If you have a successful and distinctive gin on the market, do you rest on your laurels? Is the recipe put to bed? Not if you are Hendrick’s, the family-owned distiller of the cucumber-rich spirit that is always the first to be recognized in blind tastings. They explore for new botanicals that stretch the limits of the definition of gin.
So it was when veteran explorer and naturalist Charles Brewer-Carias invited them to the virtually uncharted interior of Venezuela, far up the reaches of the Orinoco river where the botanic diversity might well yield new aromatics and flavors.
Hendrick’s brand ambassador David Piper and master distiller Lesley Gracie, with Brewer-Carias, botanist Francisco Delascio and a small crew consisting of a medic and video guy headed to Kanaracuni, a tiny village deep in the Venezuelan rain forest, for two weeks of daily expeditions to forage for botanicals. So remote was Kanaracuni, that it took Gracie five flights, starting in Glasgow, Scotland, with three within Venezuela, to get there. They eventually landed in an open space in the jungle via single-engine plane.
Gracie took her ten-liter alembic still and distilled a different witches brew from the assembled herbs and flowers each day. It was one particular flower that caught her attention: the “Scorpion Tail” plant. She distilled 8.4 litres of concentrated Scorpion Tail and returned it back to the Hendrick’s distillery in Scotland, evading the machine-gun rich security of Caracas airport.
She blended the Kanaracuni concentrate with Hendrick’s to yield just 560 bottles of Kanaracuni gin. It will never be available retail. Instead it was destined for bartenders in select cities around the world.
As a major U.S. market, Dallas was among those cities, and last week David Piper and Leslie Gracie presented it to a get-together of the city’s best bartenders at a one-of-a-kind event at the Dallas Zoo. We tasted the Kanaracuni gin, with its its complex deep green note, accompanied by hors d’oeuvres with a south american focus. We snacked on mealworms and crickets while watching a movie of the trip. The Dallas Zoo brought out animals from the region for the impressed bartenders to get close to. At the end, there was a chance to shoot ‘poison darts’ at Piper using the traditional hunting weapon of the Kanaracuni people.
Nosing the Scorpion Tail plant
Why do this when you have no product to sell at the end of it? Well, who will bartenders recommend when a customer asks for a specific gin in their cocktail? It is all part of burnishing the reputation, and that Hendricks did with aplomb.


* **WHAT THE EXERCISE ASKS**:
Examine the records and identify each line that includes the string "ffffff". Copy those lines.

===

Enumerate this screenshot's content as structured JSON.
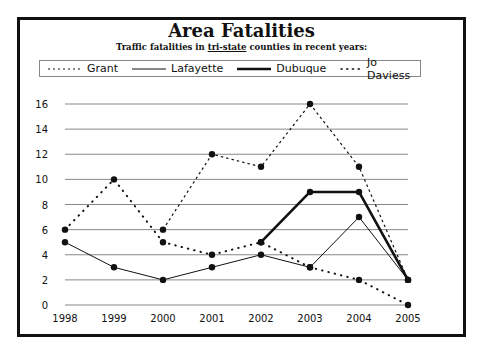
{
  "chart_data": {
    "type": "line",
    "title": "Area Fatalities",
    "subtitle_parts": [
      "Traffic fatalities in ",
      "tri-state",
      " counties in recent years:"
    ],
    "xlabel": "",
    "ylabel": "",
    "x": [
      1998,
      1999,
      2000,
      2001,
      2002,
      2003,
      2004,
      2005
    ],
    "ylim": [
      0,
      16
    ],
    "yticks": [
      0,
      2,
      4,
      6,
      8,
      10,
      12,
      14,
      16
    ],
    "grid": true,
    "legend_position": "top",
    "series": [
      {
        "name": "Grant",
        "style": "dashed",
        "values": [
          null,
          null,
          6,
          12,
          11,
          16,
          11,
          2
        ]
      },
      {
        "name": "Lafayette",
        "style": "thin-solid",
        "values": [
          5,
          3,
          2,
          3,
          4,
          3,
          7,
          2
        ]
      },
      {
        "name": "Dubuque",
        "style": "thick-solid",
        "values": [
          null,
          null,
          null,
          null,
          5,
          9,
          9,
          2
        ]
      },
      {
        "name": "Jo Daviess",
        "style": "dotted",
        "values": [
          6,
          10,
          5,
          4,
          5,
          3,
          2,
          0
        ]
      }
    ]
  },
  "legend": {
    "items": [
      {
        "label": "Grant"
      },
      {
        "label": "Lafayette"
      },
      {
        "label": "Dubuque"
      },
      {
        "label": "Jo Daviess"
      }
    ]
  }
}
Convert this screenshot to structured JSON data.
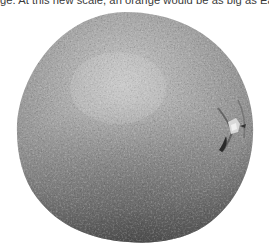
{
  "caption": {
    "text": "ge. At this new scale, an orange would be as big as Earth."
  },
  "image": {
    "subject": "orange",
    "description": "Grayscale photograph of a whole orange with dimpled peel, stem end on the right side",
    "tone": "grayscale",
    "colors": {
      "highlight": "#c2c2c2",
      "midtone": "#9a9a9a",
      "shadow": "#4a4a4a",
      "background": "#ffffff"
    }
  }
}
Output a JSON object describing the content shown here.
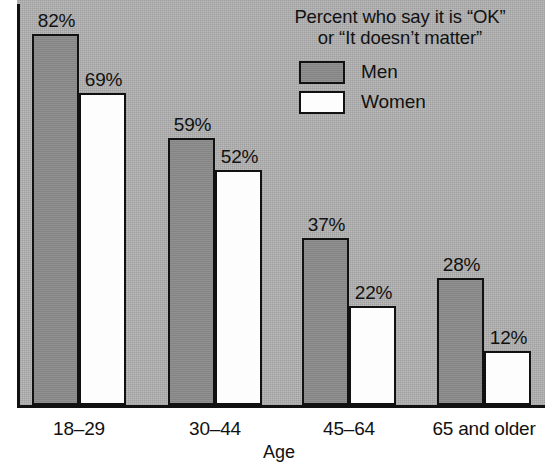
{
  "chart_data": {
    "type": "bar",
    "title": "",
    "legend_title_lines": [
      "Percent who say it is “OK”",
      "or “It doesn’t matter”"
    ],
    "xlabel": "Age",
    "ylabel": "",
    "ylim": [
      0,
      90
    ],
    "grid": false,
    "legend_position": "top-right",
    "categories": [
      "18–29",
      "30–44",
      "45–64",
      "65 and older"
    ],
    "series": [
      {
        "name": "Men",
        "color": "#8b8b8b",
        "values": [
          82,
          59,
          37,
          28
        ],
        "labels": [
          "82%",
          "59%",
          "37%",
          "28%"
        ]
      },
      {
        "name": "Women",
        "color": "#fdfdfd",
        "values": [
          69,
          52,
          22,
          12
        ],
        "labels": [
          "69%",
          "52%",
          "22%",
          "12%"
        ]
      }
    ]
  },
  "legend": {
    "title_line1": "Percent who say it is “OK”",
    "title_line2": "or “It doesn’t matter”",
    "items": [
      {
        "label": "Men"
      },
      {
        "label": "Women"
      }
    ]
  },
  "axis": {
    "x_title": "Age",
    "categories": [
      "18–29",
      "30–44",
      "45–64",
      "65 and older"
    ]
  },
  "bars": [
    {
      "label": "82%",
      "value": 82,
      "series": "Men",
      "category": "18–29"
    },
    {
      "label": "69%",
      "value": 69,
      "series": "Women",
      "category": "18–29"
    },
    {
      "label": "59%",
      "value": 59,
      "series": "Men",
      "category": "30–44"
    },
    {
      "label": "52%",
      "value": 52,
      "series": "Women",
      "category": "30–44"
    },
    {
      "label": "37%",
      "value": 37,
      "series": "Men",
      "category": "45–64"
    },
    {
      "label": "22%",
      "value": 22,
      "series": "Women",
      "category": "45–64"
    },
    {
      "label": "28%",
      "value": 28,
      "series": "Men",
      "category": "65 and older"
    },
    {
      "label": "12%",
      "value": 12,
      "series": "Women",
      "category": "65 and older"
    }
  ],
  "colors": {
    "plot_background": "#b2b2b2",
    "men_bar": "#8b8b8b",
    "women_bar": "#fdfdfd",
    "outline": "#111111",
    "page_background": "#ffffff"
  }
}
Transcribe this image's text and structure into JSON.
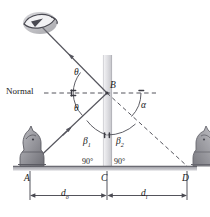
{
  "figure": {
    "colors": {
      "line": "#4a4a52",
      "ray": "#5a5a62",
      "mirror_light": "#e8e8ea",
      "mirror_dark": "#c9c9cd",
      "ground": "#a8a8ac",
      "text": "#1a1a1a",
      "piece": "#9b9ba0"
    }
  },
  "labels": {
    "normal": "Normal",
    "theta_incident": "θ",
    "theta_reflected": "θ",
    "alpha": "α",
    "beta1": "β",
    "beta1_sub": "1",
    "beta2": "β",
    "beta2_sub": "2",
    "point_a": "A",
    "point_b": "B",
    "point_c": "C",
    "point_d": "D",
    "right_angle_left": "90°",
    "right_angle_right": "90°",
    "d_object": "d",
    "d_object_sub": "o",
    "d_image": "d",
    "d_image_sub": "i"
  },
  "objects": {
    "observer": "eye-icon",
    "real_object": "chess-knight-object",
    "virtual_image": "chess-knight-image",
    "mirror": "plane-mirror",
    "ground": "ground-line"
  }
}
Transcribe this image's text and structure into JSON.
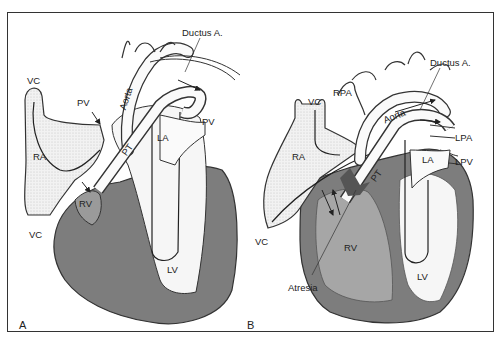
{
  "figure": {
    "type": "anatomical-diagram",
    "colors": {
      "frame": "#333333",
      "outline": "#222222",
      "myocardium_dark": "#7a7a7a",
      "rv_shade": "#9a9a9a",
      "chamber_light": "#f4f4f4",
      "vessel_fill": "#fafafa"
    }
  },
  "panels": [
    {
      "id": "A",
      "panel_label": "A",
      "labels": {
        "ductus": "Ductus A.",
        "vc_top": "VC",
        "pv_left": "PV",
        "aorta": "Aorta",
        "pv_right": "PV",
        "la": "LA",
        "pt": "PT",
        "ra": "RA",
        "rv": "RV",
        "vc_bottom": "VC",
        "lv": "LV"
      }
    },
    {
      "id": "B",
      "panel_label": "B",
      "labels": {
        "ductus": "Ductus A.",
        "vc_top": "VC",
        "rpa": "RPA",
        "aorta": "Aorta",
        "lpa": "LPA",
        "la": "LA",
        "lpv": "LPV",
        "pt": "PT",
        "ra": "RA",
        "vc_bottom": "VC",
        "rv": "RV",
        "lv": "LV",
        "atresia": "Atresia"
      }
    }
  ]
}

===

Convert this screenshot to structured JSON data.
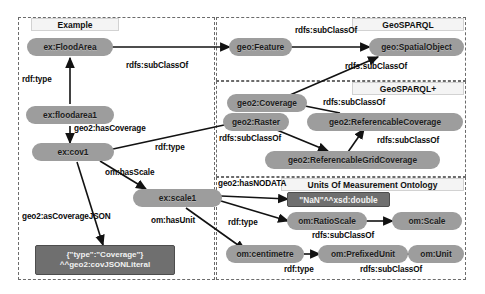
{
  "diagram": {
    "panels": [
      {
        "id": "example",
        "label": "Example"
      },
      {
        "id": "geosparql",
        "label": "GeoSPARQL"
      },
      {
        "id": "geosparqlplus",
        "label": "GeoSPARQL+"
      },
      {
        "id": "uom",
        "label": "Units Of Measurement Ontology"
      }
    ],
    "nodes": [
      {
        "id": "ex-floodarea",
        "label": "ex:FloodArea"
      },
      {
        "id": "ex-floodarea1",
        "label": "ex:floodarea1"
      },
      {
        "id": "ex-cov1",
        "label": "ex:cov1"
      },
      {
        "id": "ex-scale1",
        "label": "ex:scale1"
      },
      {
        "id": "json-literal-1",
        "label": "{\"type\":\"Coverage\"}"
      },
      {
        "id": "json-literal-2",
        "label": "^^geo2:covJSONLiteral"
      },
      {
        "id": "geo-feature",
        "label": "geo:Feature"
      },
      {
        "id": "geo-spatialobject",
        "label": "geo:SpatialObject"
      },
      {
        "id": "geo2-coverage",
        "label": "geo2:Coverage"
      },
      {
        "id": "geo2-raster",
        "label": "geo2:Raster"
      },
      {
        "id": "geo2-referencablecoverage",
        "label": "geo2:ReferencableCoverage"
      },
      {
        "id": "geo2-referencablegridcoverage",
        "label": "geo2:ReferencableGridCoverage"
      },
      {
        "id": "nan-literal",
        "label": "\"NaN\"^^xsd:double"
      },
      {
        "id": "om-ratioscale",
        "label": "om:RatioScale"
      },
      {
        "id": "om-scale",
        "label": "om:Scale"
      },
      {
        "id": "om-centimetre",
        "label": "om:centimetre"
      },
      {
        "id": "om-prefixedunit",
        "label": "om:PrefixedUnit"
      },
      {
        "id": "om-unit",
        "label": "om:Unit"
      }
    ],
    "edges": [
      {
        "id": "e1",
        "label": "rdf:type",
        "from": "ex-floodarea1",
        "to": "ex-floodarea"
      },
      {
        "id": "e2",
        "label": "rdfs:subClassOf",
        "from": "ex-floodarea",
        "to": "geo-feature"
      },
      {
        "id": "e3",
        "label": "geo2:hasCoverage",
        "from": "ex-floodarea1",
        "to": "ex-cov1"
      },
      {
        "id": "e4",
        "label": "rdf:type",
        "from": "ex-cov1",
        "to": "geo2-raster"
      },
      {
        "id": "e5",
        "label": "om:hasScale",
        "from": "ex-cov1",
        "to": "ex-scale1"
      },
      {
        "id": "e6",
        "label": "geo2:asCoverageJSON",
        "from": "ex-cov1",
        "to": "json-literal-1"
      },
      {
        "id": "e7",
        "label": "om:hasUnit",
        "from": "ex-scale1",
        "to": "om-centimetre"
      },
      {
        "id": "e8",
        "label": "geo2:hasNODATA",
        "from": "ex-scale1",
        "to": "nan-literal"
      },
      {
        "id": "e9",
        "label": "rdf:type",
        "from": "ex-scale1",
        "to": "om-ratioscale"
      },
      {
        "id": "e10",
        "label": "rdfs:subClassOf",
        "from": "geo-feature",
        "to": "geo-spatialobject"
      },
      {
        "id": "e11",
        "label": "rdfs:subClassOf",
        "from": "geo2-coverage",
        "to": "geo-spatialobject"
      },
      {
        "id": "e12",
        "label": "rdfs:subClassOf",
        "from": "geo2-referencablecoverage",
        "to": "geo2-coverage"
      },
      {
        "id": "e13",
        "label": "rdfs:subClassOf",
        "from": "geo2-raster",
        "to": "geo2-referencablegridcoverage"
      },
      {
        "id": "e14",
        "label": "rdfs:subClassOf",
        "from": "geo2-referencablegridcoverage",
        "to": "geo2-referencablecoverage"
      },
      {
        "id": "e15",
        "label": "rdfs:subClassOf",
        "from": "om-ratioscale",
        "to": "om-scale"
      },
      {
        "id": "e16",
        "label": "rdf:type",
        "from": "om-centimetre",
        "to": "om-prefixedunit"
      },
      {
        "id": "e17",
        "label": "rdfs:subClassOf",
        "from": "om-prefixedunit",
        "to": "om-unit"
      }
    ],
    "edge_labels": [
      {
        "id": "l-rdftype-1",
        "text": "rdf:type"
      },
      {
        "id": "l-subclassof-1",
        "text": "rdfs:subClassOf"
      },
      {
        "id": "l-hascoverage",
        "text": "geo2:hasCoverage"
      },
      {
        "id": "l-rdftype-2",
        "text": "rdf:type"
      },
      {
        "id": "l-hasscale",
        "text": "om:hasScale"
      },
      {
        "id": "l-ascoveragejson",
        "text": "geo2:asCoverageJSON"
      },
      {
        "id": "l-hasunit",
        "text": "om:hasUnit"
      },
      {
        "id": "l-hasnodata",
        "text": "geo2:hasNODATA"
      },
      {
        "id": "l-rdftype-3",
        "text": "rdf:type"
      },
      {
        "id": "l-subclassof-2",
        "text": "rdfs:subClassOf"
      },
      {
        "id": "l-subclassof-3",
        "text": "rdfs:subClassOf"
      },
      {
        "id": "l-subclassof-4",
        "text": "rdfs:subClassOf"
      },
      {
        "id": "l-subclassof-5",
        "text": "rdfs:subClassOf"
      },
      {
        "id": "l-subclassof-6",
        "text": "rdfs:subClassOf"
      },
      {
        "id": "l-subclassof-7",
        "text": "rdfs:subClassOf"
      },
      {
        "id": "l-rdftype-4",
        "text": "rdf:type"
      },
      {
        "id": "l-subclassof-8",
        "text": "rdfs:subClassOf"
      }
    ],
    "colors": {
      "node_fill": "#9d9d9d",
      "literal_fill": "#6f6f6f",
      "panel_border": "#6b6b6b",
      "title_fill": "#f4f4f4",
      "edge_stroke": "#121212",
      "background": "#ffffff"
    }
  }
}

===

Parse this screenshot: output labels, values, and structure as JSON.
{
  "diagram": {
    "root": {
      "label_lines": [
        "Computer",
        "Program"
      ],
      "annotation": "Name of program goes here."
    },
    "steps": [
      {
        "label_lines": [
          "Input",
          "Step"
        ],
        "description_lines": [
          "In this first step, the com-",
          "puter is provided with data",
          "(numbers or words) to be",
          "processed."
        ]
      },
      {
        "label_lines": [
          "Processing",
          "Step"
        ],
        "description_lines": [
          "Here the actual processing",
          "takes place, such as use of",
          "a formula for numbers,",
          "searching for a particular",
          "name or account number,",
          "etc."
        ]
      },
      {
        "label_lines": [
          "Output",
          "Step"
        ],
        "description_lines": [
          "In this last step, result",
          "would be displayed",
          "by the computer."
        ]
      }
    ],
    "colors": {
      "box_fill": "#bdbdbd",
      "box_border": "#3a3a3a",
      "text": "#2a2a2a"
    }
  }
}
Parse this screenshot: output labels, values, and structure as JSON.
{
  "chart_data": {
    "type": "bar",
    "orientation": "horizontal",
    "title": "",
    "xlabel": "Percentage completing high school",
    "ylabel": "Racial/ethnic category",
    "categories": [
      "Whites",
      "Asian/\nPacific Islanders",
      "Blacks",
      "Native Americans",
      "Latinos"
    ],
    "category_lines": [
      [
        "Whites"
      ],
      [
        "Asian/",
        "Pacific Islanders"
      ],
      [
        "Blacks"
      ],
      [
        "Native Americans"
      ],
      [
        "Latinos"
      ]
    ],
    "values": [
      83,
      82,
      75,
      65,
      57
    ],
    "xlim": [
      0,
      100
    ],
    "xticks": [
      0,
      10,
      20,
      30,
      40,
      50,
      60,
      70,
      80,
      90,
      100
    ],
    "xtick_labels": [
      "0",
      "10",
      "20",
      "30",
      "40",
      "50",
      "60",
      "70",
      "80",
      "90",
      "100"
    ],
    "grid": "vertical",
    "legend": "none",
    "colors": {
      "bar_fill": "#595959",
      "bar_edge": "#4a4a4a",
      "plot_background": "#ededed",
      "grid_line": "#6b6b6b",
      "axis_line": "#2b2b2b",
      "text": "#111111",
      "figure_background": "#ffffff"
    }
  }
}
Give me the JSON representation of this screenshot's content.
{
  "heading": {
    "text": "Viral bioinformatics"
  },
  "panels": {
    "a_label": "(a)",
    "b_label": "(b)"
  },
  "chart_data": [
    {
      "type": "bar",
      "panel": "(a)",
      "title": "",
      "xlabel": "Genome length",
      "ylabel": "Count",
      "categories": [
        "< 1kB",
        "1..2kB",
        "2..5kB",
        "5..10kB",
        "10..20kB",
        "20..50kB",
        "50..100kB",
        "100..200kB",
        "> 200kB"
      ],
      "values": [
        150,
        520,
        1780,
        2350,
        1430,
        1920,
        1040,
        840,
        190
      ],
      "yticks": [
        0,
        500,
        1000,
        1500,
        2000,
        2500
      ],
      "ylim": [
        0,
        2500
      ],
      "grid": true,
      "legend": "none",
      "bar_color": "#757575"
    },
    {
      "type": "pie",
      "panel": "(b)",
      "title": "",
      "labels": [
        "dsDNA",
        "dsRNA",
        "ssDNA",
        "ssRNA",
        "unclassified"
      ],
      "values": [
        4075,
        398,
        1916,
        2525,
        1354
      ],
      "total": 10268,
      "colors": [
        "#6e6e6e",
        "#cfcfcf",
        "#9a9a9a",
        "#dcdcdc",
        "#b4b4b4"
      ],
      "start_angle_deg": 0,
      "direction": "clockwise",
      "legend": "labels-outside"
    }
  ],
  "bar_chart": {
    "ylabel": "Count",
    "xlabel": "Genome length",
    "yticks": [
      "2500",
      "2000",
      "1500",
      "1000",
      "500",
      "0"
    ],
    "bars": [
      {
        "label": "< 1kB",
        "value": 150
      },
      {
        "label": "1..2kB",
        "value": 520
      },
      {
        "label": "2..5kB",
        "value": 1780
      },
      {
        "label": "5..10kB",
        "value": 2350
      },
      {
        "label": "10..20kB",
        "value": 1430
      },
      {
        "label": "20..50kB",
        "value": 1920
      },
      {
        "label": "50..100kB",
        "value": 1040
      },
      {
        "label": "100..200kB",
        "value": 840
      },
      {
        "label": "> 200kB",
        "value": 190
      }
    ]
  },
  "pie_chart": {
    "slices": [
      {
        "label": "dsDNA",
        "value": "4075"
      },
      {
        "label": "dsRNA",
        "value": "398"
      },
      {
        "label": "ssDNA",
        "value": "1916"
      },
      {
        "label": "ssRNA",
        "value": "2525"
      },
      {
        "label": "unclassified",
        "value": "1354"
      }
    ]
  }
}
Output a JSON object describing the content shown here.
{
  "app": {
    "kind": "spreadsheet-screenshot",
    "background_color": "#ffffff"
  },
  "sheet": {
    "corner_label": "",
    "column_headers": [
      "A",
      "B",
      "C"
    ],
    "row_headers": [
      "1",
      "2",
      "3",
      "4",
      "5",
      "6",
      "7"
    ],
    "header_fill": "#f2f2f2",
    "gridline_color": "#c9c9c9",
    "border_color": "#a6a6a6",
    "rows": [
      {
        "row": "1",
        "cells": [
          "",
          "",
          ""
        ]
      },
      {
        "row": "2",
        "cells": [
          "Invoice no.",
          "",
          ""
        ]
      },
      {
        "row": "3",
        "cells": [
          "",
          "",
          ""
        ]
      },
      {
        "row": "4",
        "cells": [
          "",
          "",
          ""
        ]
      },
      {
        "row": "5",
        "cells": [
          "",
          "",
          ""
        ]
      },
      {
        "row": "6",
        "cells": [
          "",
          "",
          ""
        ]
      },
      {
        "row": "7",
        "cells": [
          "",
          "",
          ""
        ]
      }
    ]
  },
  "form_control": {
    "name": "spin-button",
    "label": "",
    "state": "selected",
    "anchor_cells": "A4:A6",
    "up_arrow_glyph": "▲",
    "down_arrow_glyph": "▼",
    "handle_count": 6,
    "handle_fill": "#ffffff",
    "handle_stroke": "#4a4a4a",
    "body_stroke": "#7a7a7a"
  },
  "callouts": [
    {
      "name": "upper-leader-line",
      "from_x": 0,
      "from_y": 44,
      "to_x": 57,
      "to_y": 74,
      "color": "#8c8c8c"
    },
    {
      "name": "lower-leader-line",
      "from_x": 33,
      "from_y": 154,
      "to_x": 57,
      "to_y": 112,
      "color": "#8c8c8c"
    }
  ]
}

===

* **RESPONSE AREA**:
      "background": "#ffffff"
    "page_background": "#ffffff"
      "background": "#ffffff"
      "figure_background": "#ffffff"
    "background_color": "#ffffff"
    "handle_fill": "#ffffff",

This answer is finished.